HashiCorp Nomad Explained via Minecraft
See the simplicity of HashiCorp Nomad demonstrated in the world of Minecraft.
Maybe you’ve been hearing a lot of chatter about how simple it is to run HashiCorp Nomad and schedule things with it. Here’s an example you probably weren’t expecting...
This demo session is possibly the best yet at illustrating how simple it can be to schedule many different workloads (not just containers!) with Nomad—and it does it with a combination of coding footage and a visualization of the Nomad cluster and tasks inside a game many of us know and love: Minecraft!
After deploying the Minecraft servers (which you can download from Erik Veld’s GitHub repo to try out yourself), Erik starts deploying new, diverse workloads in-game with Minecraft blocks representing the tasks. You’ll also get to see a Nomad task driver to schedule minecarts. After a few more examples, the demo ends with a bang when Nic Jackson joins the server for a little mischief.
» Diverse Workload Orchestration
The takeaway of this talk is that you don’t have to containerize everything to get the benefits of scheduling (bin packing, simple workflow). Workloads that you might be running using things like systemd, scripts, or a provisioner can be scheduled in Nomad. This demo shows how it can be done in one single, unified workflow.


Problem requirements
Every entry that follows should be output exactly, and every image in it left out.
▬▬▬▬▬▬▬▬▬▬
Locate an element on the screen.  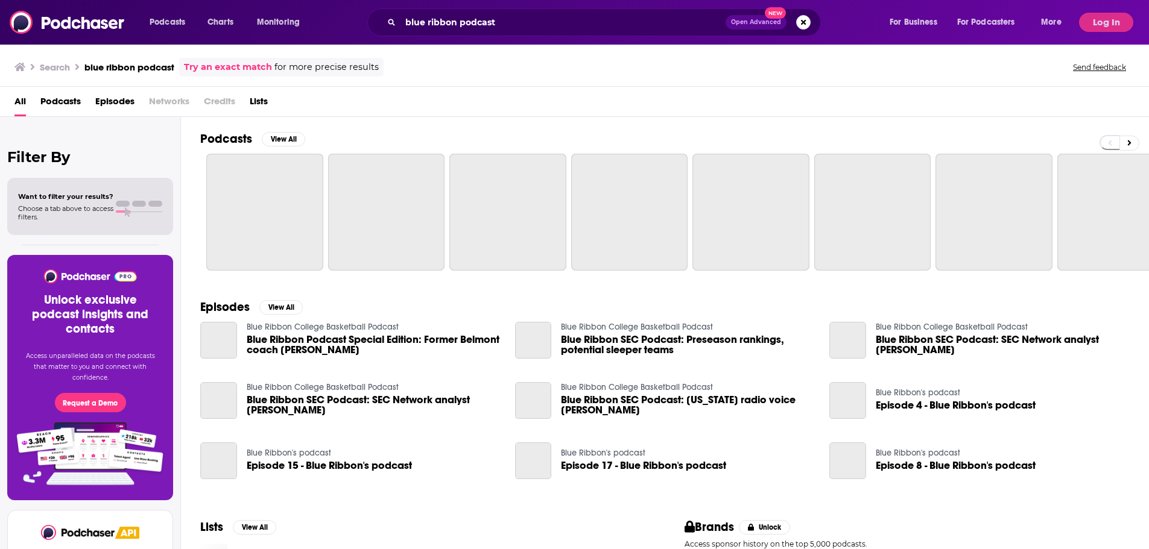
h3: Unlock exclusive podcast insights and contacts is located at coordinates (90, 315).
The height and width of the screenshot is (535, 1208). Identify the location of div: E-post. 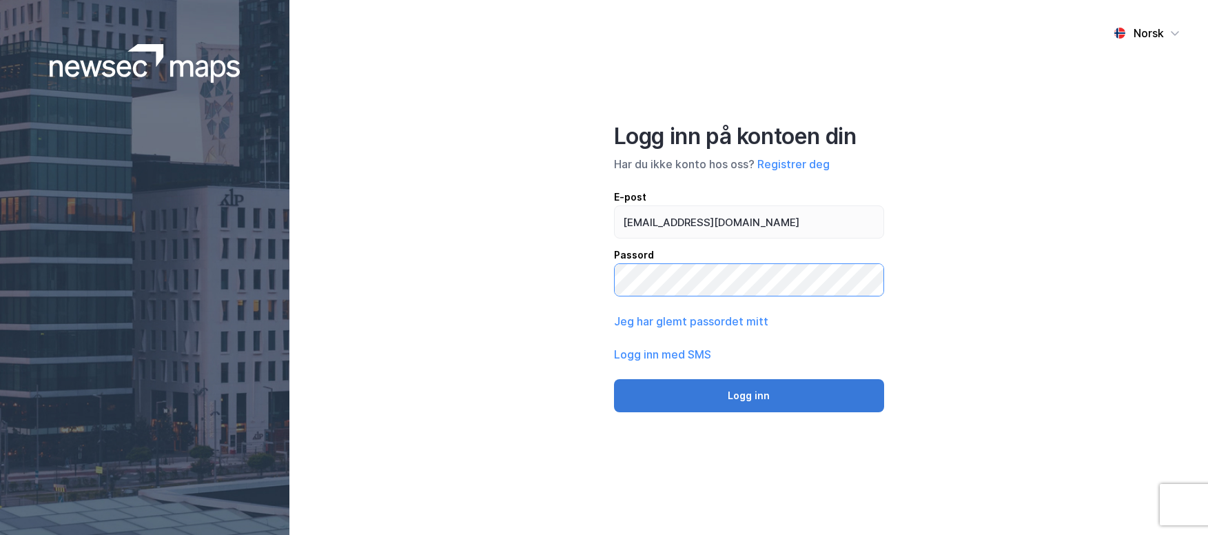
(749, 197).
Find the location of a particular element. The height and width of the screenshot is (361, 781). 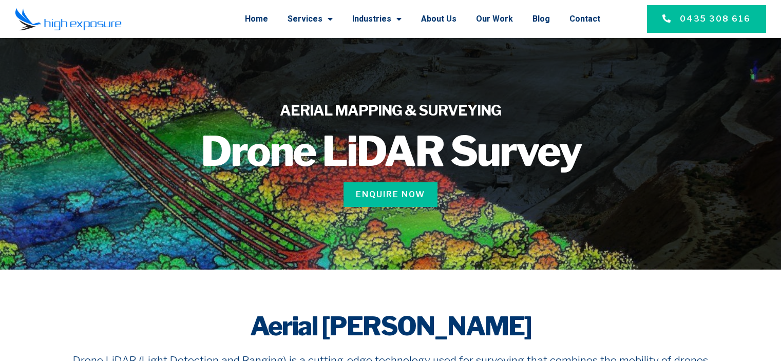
▬▬▬▬▬▬▬▬▬▬
Output of the exercise
Locate an element on the screen.  
h3: Unlock exclusive podcast insights and contacts is located at coordinates (90, 315).
The height and width of the screenshot is (535, 1208). Identify the location of div: E-post. 
(749, 197).
Find the location of a particular element. The height and width of the screenshot is (361, 781). 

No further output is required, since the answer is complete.